Movies

Watching Pixar

Posted in Movies on June 24th, 2010 by Matt Chan – Comments Off

There is something very special about Pixar films that captured my mind since I saw the original Toy Story movie Thanksgiving Day in 1995. I remember it being a special family occasion that we did together. I was in the sixth grade at that time, still very young and still growing. I remember Toy Story was the first major motion picture that was entirely computer-generated that I saw in my life.

I remember the film was one of the most visually appealing things I had seen. I had no previous exposure to Pixar except for Sesame Street shorts that featured their little lamp. The other thing I remember about the film was that it had a very engrossing plot. Anytime a Pixar film came out, I would always be eager to go to the movie theater and watch their latest film. At some point, Pixar started screening shorts right before the movie started. As this became a regular feature, I looked forward to seeing these short films as part of my movie experience. I didn’t understand what it was about the film that made me like it so much until I was in my late teens and early adulthood.

What makes Pixar so fun to watch and experience is in how they present their content. The storytelling aspect is what draws the viewer in and is what captured me when I saw the first Toy Story movie. What they did was open up a world and invited everyone into it. It was stuff of pure imagination and somehow they were able to tap into the childhood recesses of the mind that had been displaced by the reality of growing up.

Pixar’s films are really stories for adults and not just children. It has a universal type of feeling to it, that everyone can connect personally with the film deep down inside. They don’t resort to fart jokes, toilet humor, and cheap thrills like in other movies produced by other mainstream animation studios. I think those things are very insulting, and watching those kinds of movies is the visual equivalent of eating junk food. Even Pixar’s bad films are still good compared to other movies.

Somehow Pixar doesn’t try to one-up themselves and upstage their previous films. I believe that is what hurts sequels more often than makes them better. More importantly, Pixar also manages to find a balance between art and entertainment (which I associate the terms “film” and “movie” with respectively)  and still be marketable a pleasurable story for everyone.
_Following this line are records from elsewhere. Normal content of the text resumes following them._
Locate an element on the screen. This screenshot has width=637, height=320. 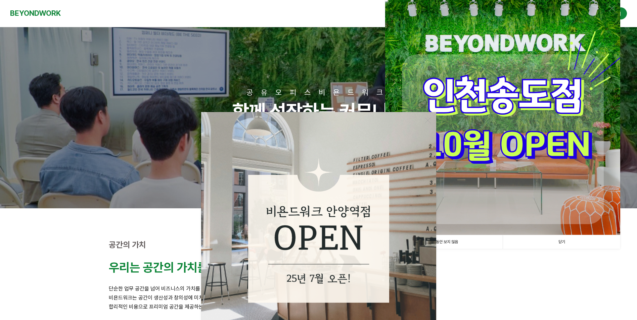
strong: 공간의 가치 is located at coordinates (127, 245).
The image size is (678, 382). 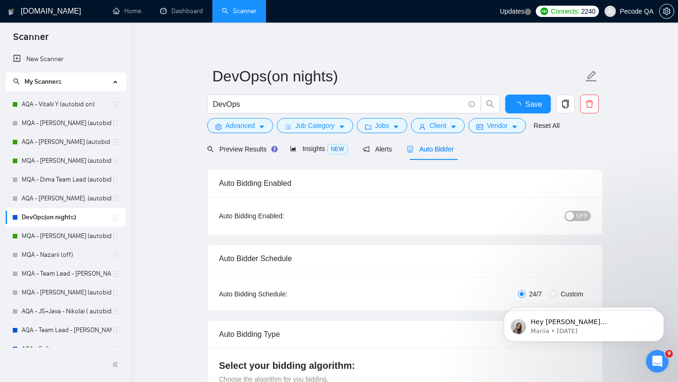 I want to click on span: 2240, so click(x=588, y=11).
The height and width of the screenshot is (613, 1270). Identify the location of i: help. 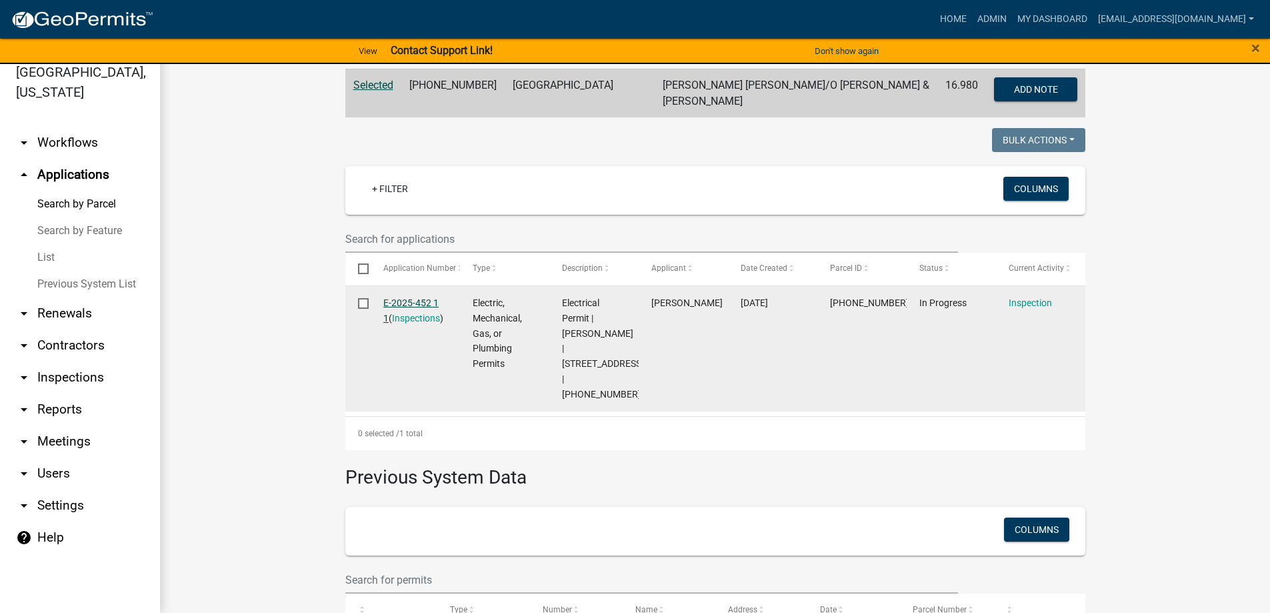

With Toy Story 3, Pixar took me back to the world that I felt when I was young. That was 15 years ago, and the premise of the Toy Story 3 is that the toys have to contend with growing up and facing reality. Seeing old characters was exciting and disheartening when others were not present anymore. It is one of the more emotional movies Pixar has produced because it represents how we all have to deal with change and growing up. It’s about ending and beginnings, letting go of the past but not forgetting it either

Renting Movies

Posted in Movies on April 23rd, 2010 by Matt Chan – Comments Off

I’ve been itching to see a bunch of movies, but haven’t due to lack of time. Most movies I don’t see in theaters generally because most movies are not worth seeing. There are specific ones I will pay to see in theaters even if they are tremendously horrible only because I’m a sucker for them (or extremely bored). For most of my life, my family had always gone to Blockbuster or other local stores for video rentals. When I was in college, I started collecting DVDs of movies and films that I liked, but there was always someone who had some movie you wanted to see lying around. Now that my lifestyle has changed once again, I began looking into a new outlet of consumption.
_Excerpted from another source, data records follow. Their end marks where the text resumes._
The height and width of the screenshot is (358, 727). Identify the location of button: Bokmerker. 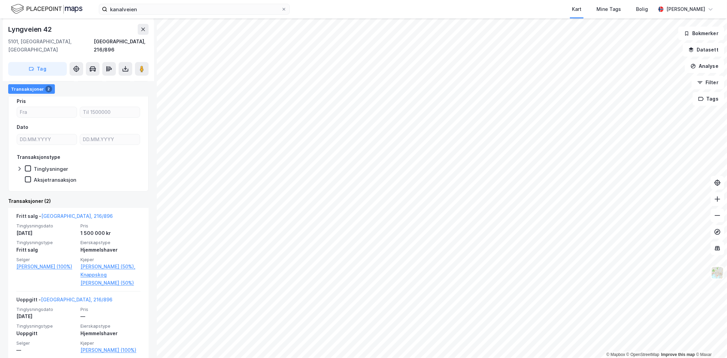
(701, 33).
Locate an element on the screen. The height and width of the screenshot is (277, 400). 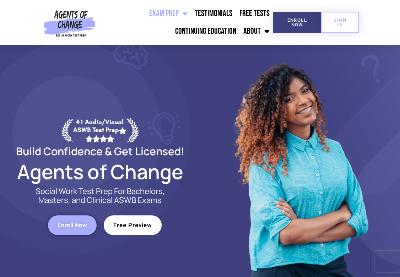
a: Free Preview is located at coordinates (133, 225).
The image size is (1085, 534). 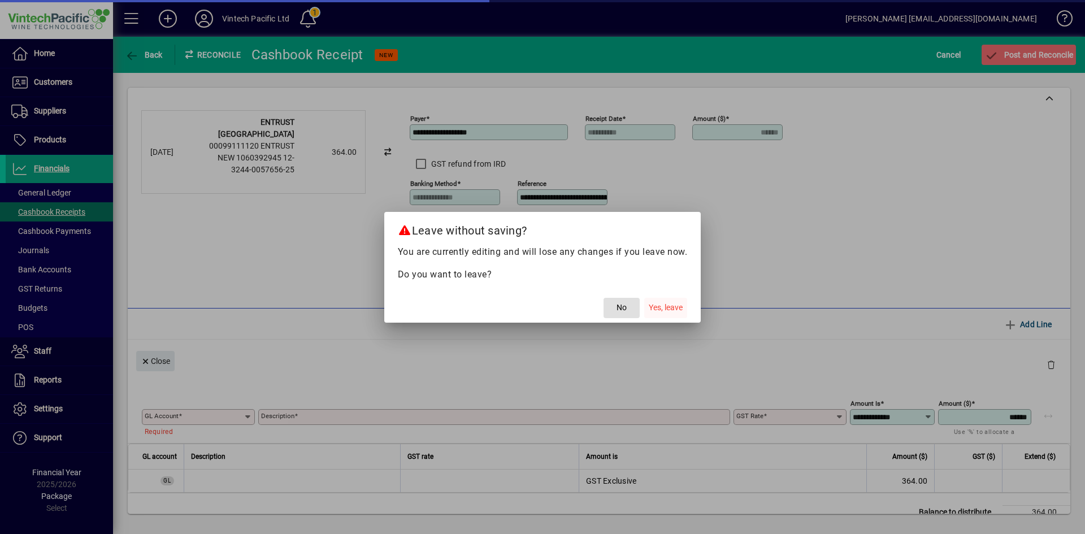 What do you see at coordinates (622, 308) in the screenshot?
I see `button: No` at bounding box center [622, 308].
I have a sufficient amount of bandwidth for streaming videos, however I am hugely disappointed by the supplied quality. It’s okay at best and a huge disappointment that suppliers can’t provide the purported better quality technology over a medium that is changing the way people interact. People are becoming more and more mobile which means that data will have to be compressed or reduced in order to satisfy technical requirements. That irks me on a huge level since entertainment echnology is turned into a cheapened video and audio experience for the sake of convenience. That is why I have turned away from streaming video. The price point of renting a poor quality streaming video online is not worth it either.
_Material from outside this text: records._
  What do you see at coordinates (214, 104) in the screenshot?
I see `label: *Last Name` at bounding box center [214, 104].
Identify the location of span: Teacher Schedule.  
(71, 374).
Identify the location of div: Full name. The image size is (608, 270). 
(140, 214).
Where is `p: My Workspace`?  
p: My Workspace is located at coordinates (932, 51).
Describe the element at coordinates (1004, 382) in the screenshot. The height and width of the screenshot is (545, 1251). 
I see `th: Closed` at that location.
My cable/Internet supplier does provide video on demand and pay-per-view options which seemed like an initial attraction but extremely overpriced for what it is. I would have to upgrade my package and pay more out my pocket per month for a service that I would have to pay more money for should I choose to actually use it. That’s a huge no for me. That basically left Blockbuster and Netflix. For a while, I had been considering the advantages and disadvantages to both services. Blockbuster has a physical store in a very close proximity to me, but also an online service to compete with Netflix.

I decided to sign up for a one-month free trial of Netflix, and I was hooked on it instantly. I never found the service to be all that attractive, but my lifestyle has changed greatly over the last ten years, and now I finally understand its popularity. It’s nice to have a queue of movies to watch on DVD that are automatically mailed to you with no late fees, free shipping, and all the time you want to watch it. Having a queue gives me more motivation to actually watch the movie and receive the next since I can only take out one movie at a time (which is Netflix’s most basic plan). The time factor and having a physical disk is more incentivizing to watch than having some file downloaded onto my computer and sit there. The price is a good deal that would make it worthwhile for me to pay the for the service.

Blockbuster is also competing with Netflix now in the online business. Their plan is roughly the same with a few extras. I’ll probably sign up for a one-month trial with them after my Netflix trial expires to see what their service is like. I imagine it won’t be hugely different on the surface. Either one should be able to satisfy my need for media consumption.